Europe pins hopes on ECB as crisis fears spread

By Luke Baker and John O'Donnell

BRUSSELS | Wed Dec 1, 2010 11:21pm GMT

BRUSSELS (Reuters) - The European Central Bank is under pressure to unveil new steps to stabilise the euro zone when it meets on Thursday as the currency bloc battles a crippling debt crisis that has stoked contagion fears in the United States and Asia.

Germany struggled to sell its government debt on Wednesday and Portugal's borrowing costs soared in further signs that an 85-billion-euro ($110.7-billion) EU/IMF rescue of Ireland last weekend and public assurances from leaders that the euro will be defended at any cost have failed to impress investors.

European Union leaders appeared to pass the baton to the ECB, which holds its monthly meeting on Thursday. Economic and Monetary Affairs Commissioner Olli Rehn said recent EU actions provided a sound basis for further stabilisation measures by the central bank, and European Commission President Jose Manuel Barroso said he was confident the ECB would take whatever action was needed.

"I'm sure the ECB is analysing the current situation and that it will take the decisions necessary to guarantee the financial stability of the euro zone," he said.

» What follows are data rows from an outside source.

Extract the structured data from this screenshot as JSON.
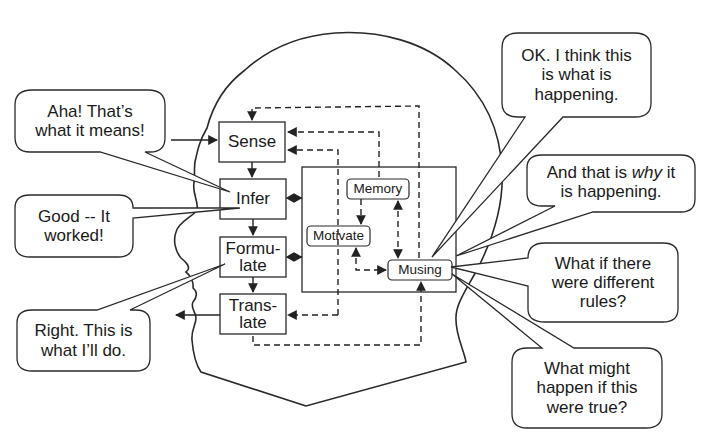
{
  "diagram": {
    "title": "",
    "modules": {
      "sense": "Sense",
      "infer": "Infer",
      "formulate_1": "Formu-",
      "formulate_2": "late",
      "translate_1": "Trans-",
      "translate_2": "late",
      "memory": "Memory",
      "motivate": "Motivate",
      "musing": "Musing"
    },
    "bubbles": {
      "aha": [
        "Aha! That’s",
        "what it means!"
      ],
      "good": [
        "Good -- It",
        "worked!"
      ],
      "right": [
        "Right. This is",
        "what I’ll do."
      ],
      "ok": [
        "OK. I think this",
        "is what is",
        "happening."
      ],
      "why": [
        "And that is ",
        "why",
        " it",
        "is happening."
      ],
      "whatif": [
        "What if there",
        "were different",
        "rules?"
      ],
      "whatmight": [
        "What might",
        "happen if this",
        "were true?"
      ]
    },
    "colors": {
      "stroke": "#2a2a2a",
      "background": "#ffffff"
    }
  }
}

In Washington, the White House said President Barack Obama was receiving regular updates during his daily economic briefings, while a senior Treasury official was heading to Berlin for talks on the economic situation after meetings on Wednesday in Madrid.

"It's important to the global economy and to our economic recovery," said White House spokesman Robert Gibbs. A senior G20 source in Asia also told Reuters deputy finance ministers discussed the situation on Monday.

A U.S. official also told Reuters that Washington would support boosting an EU rescue facility via IMF funds, news that bolstered the euro currency. "It is up to the Europeans," the U.S. official said. "We will certainly support using the IMF in these circumstances."

A Treasury Department spokesman later said an "extra commitment is not something we're discussing right now.

HIGHLY CONTROVERSIAL

Markets were focussing on ECB President Jean-Claude Trichet's news conference due at 1330 GMT on Thursday where the central bank could announce an expansion of its government bond purchase program, launched in May after Greece was bailed out.

But it has been highly controversial within the bank and used erratically. Influential Bundesbank head Axel Weber has called for the program to be scrapped, and fellow ECB members have criticised the U.S. Federal Reserve's decision to buy $600 billion of U.S. debt in a policy known as quantitative easing.

Any sense from fiercely independent central bankers that they were being bullied by EU politicians into making bond purchases could further deepen opposition to such a step.

With the euro under threat, however, they may decide they have no other choice.

In recent days, economists have urged the ECB to throw out its rule book and do all it can to save the euro, particularly since governments seem to be running out of ideas for restoring confidence in their monetary union.

"There is a feeling that things have got to a point where the ECB has to do more," said Gilles Moec, an economist at Deutsche Bank.